Often described as a hybrid between art, architecture, design and landscape architecture, Dan Graham’s freestanding partitions and pavilions — made from two-way mirror glass — sometimes create a kaleidoscopic, psychedelic experience. If you’ve never seen his work in person and missed his Hedge Two-Way Mirror Walk About, which was installed at the Met Roof Garden back in 2014, a new exhibit at 303 Gallery entitled Three Models, Three Sizes, Three Price Ranges offers a fun introduction to the full scope of his oeuvre.
I first noticed the Rose Crystal Tower, a new public art installation from globally famous glass artist Dale Chihuly, as I rode past it while I was on the 14th Street bus. The eye-catching pink sculpture was unveiled on October 6th, 2017 and will stay up for one full year, as part of the NYC Parks’ program Art in the Parks (which is celebrating its 50th anniversary this year). Art in the Parks is responsible for many notable works of art in public green spaces around the city, including the OY/YO installation in Brooklyn Bridge Park.
While it maintains a semi-translucent quality, the Rose Crystal Tower is not actually made of glass, but rather is composed of Polyvitro crystals and steel. According to an announcement from the Parks Department, Polyvitro is “the artist’s term for a plastic material which he casts into individual chunks which resemble glass, but are lighter and more resilient.” There is a similar sculpture at the Chihuly Garden and Glass museum in Seattle, and you can see a bit of that piece in this photo, which I took when I was there several years ago.
I have walked by the Rose Crystal Tower a few times and have taken photos of it from many different angles and in different lighting. It is always gorgeous.
Check out the difference in the way the individual crystal groupings look in the daytime, as compared with how it looks at night, in the shots above and below.
Detail of the Sculpture at Night
Here are more nighttime shots, where you can really apreciate the interior illumination.
Chihuly’s Rose Crystal Tower is located on the east side of Union Square Park, on the traffic triangle at 15th Street and Park Avenue South. The work will be on display through October 2018, so you have lots of time to see it.
Here’s the Tower on a beautiful spring day (April 29th, 2018) with the cherry blossoms in the background!

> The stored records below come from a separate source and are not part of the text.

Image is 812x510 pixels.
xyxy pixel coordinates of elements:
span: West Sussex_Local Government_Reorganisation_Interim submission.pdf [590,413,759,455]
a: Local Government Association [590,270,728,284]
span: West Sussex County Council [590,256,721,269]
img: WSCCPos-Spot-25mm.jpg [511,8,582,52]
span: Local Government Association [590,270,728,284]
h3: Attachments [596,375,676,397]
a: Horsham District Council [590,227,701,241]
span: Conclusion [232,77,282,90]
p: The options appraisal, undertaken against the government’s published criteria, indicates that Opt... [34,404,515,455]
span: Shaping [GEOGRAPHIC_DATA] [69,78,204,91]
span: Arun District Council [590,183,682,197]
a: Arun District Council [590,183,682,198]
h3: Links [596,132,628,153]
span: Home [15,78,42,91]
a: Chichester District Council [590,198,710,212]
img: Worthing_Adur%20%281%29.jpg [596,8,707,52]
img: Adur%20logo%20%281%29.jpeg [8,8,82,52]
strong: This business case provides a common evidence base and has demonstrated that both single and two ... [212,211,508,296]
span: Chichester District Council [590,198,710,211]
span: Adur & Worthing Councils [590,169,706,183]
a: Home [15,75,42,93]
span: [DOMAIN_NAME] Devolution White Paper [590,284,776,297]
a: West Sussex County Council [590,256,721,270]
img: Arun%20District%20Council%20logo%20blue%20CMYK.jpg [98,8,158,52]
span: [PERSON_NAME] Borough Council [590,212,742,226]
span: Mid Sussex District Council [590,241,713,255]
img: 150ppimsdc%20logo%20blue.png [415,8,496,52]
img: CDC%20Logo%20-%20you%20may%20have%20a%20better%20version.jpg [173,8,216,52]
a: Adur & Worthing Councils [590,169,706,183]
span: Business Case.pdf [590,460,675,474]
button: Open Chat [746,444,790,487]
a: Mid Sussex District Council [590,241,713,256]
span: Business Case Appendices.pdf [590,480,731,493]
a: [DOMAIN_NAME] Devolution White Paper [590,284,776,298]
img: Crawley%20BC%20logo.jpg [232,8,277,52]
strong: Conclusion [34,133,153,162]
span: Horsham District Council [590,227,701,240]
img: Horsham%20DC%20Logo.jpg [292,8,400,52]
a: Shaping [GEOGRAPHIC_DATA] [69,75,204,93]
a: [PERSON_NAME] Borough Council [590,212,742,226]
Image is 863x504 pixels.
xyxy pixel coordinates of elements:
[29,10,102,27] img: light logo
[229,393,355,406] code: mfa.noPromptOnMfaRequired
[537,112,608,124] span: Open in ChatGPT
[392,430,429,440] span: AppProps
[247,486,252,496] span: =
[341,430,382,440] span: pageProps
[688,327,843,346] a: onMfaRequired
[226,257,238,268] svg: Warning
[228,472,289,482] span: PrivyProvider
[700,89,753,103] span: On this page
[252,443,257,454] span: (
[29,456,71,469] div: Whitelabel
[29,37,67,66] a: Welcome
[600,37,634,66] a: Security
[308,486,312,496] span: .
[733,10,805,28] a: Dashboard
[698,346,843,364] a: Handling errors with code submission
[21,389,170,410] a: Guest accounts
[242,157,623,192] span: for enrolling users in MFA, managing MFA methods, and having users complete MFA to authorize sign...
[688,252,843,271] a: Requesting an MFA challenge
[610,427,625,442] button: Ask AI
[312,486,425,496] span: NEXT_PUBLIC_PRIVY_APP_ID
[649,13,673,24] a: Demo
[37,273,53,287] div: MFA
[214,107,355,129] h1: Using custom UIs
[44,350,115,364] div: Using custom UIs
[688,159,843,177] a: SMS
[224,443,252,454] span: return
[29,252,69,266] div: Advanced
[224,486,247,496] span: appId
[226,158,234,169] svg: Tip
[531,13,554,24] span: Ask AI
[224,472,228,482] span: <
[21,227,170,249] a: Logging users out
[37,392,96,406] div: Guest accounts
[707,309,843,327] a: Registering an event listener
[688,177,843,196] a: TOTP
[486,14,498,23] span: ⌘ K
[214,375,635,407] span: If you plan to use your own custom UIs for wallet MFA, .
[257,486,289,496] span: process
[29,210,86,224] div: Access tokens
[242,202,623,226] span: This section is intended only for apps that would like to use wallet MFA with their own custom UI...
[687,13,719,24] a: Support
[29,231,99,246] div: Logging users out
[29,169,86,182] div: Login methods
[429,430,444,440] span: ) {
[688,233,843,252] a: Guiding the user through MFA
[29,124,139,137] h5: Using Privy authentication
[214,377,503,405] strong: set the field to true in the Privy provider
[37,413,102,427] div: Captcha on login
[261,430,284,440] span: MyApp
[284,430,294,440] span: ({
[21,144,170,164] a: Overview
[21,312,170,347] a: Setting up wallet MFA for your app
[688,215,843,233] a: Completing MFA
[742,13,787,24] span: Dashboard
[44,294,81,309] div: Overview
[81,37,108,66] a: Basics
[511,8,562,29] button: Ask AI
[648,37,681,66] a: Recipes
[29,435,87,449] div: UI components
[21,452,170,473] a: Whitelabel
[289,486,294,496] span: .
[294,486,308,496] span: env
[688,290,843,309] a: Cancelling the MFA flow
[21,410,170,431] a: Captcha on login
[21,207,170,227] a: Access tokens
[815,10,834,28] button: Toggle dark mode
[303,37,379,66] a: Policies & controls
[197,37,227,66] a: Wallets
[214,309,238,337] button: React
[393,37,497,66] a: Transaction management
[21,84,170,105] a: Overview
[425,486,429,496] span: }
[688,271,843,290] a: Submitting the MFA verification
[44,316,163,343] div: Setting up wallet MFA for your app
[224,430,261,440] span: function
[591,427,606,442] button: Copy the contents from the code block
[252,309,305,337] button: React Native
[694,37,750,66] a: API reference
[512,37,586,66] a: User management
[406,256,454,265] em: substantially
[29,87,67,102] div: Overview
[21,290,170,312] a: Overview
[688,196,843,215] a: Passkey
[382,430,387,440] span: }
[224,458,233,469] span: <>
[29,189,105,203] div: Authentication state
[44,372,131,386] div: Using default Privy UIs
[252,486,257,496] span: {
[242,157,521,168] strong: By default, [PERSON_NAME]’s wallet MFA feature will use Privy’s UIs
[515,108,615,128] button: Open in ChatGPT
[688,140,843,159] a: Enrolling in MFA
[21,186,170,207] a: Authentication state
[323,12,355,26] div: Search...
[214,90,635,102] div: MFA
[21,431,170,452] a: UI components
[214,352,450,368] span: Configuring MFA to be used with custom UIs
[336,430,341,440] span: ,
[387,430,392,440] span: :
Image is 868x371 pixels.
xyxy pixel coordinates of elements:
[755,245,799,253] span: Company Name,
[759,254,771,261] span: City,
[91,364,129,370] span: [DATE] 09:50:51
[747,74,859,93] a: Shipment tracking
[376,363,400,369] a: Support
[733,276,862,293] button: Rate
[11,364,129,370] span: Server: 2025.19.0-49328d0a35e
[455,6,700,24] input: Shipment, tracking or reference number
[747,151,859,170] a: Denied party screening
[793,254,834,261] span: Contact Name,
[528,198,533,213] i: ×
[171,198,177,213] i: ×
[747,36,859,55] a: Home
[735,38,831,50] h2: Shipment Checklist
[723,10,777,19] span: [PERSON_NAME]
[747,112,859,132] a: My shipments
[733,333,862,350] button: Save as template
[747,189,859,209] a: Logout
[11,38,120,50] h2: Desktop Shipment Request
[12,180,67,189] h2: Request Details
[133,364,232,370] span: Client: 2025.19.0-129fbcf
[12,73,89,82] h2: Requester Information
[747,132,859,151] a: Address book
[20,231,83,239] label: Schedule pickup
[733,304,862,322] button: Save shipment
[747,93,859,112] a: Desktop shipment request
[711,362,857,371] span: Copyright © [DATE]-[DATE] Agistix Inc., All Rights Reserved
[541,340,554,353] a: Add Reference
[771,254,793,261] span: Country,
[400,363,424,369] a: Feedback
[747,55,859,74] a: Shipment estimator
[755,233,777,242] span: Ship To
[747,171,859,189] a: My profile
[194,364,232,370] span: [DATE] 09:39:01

Randy Polumbo’s delightful Love Stream Trailer installation at Steven Kasher Gallery was one of our favorite exhibits of 2112, so what a special surprise it was to stumble upon Randy’s latest work in the midst of our very ambitious September 11th Art Crawl!
Hedge Two-Way Mirror Walkabout is a site-specific installation by Dan Graham which was installed in April of this year. Comprising curves of steel and two-way mirrored glass set between ivy hedgerows, Graham’s structure is part garden maze, part modernist skyscraper facade. Viewers who enter the work are transformed into performers; in glimpsing their own reflections, they are also made acutely aware of the act of looking.
For the past fifty years Graham has engaged his interest in architecture and the way it structures public space through a multidisciplinary practice encompassing writing, photography, video, performance, and—beginning in the 1970s—sculptural environments of mirrored glass and metal. He calls these hybrid structures “pavilions” after the ornamental buildings that decorate seventeenth- and eighteenth-century formal gardens—architectural fantasies inspired by the ruins of classical antiquity. Continue reading Dan Graham Hedge Two-Way Mirror Walkabout (with Günther Vogt) On The Roof of The Met→
New Yorkers: Don’t let all of this snow trap you inside the house for too long, because you have just over week to see the latest exhibit by minimalist sculptor Keith Sonnier, up now at PACE Gallery on West 25th Street. Elysian Plain + Early Works presents 12 works in neon, featuring the first series that Sonnier created in his new studio in Bridgehampton over the past three years and others that go back to the late 60s and early 70s (in fact, a few of the neon and glass pieces in this show looked familiar from Sonnier’s exhibit, 68 – 70 at Mary Boone Gallery from early last year.)
Lobbed Shape (2013)
Detail from Above Sculpture
Alternate Gallery Shot of the Work from the First Photo in This Post
Zig Zag Square (2013)
Neon Wrapping Incandescent (1969)
The piece above is the most beautiful mix of bright pink and baby blue neon, the vibrance which of course can never be fully captured or with point and shoot camera. That’s why you need to see these works in person!
PACE’s rear gallery also features a large, primary colored geometric painting that takes up an entire wall and a few smaller, framed collage pieces from 2013 that could be studies for new Neon Works. Who knows!
Keith Sonnier Elysian Plain + Early Works will be on Exhibit Only Through February 22nd, 2014 at PACE Gallery, Located 510 West 25th Street New York NY 10001.